Performance Briefs
Intel’s® Performance Acceleration Technology (PAT)
Paul Martin (). Updated 4/18/2003

Summary: Intel’s® Performance Acceleration Technology (PAT) reduces memory access latency in systems based on the Intel® 875P Chipset with 800MHz FSB and 400Mhz DDR RAM. Workstations based on the Intel® 875P typically see a 3% - 7% advantage vs. similar desktop systems based on the Intel® 865G chipset. This is roughly equivalent to one or two processor speed bumps – e.g., 2.6 Ghz or 2.8Ghz -> 3.0Ghz. Applications especially sensitive to memory latency will see the largest improvements.

Background: Performance Acceleration Technology (PAT) is shown here conceptually. The reduced latency path to memory is enabled by using “binned” parts that have faster electrical characteristics.
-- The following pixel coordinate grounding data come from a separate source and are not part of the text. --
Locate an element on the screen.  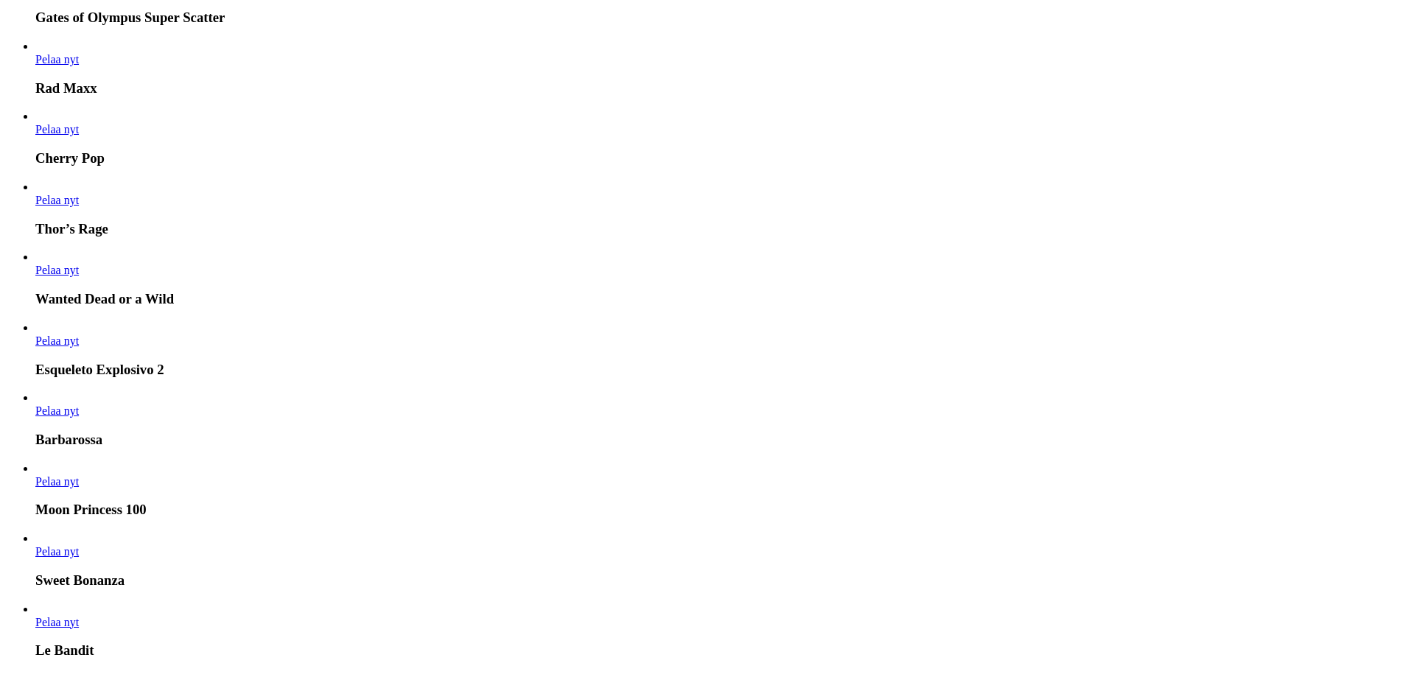
a: Wanted Dead or a Wild is located at coordinates (57, 270).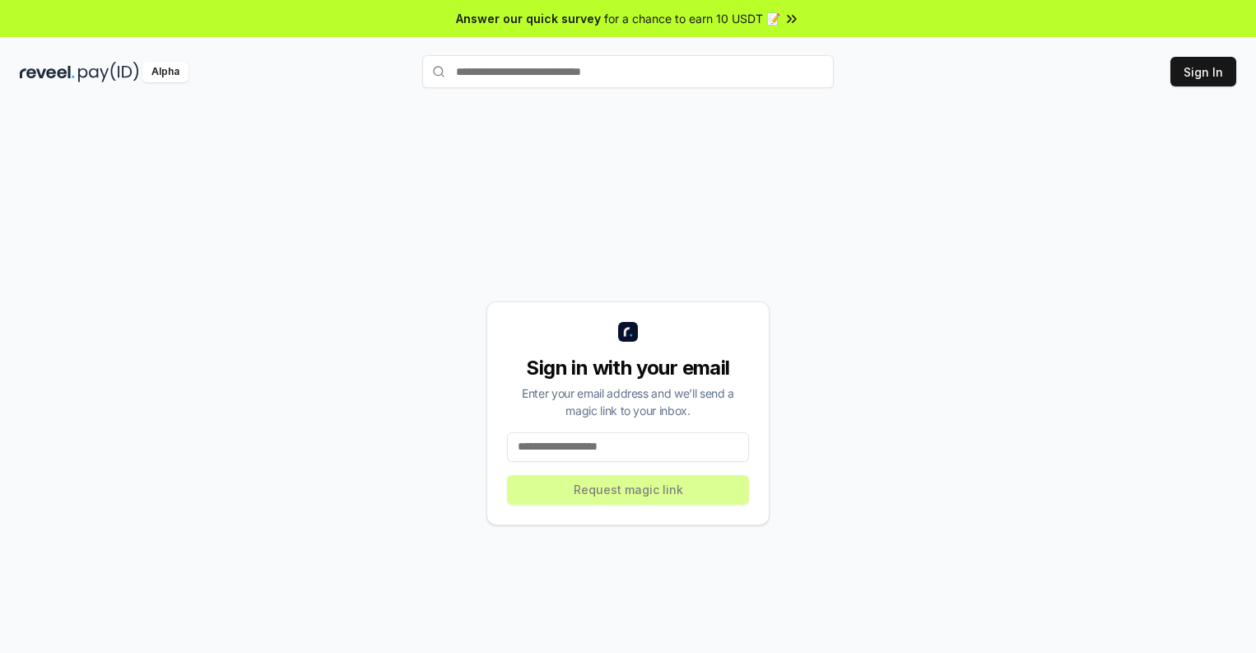 The image size is (1256, 653). I want to click on img: reveel_dark, so click(47, 72).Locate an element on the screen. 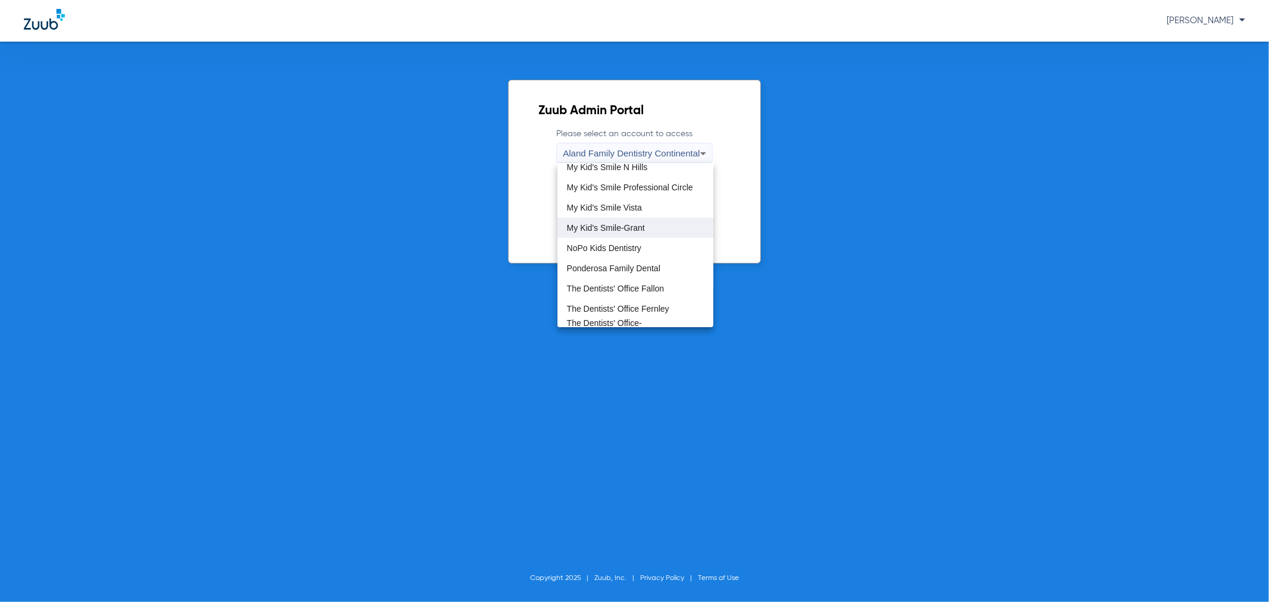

Results: Two systems were measured – an xw4100 Personal Workstation, and an Intel® 865G-based desktop. Both systems had a 3.0Ghz Pentium 4 CPU, Win2K SP3, 2x512 PC3200 ECC, IDE 7200 RPM, and nVidia Q4 200NVS running at 1280x1024 32 bit, 72 Hz. A variety of tests were run to better cover the space of applications that end users will use. SPECint and SPECfp are groups of tests that represent integer and floating point intensive applications. MCC Winstone consists of a set of multi-media content creation applications. STREAM is a benchmark that measures sustainable memory bandwidth. Monte Carlo is an Excel macro that emulates some financial applications.

Note: Work is currently underway to characterize the impact of PAT in systems running multiple concurrent applications and with systems with Hyper-Threading enabled. This should be complete soon.

Conclusion: PAT improves performance by reducing latency for memory accesses. The performance value depends upon the sensitivity of the benchmark or application to memory latency but typically ranges from 3% - 7%. This is roughly equivalent to the performance obtained by 1 or 2 processor speed bumps.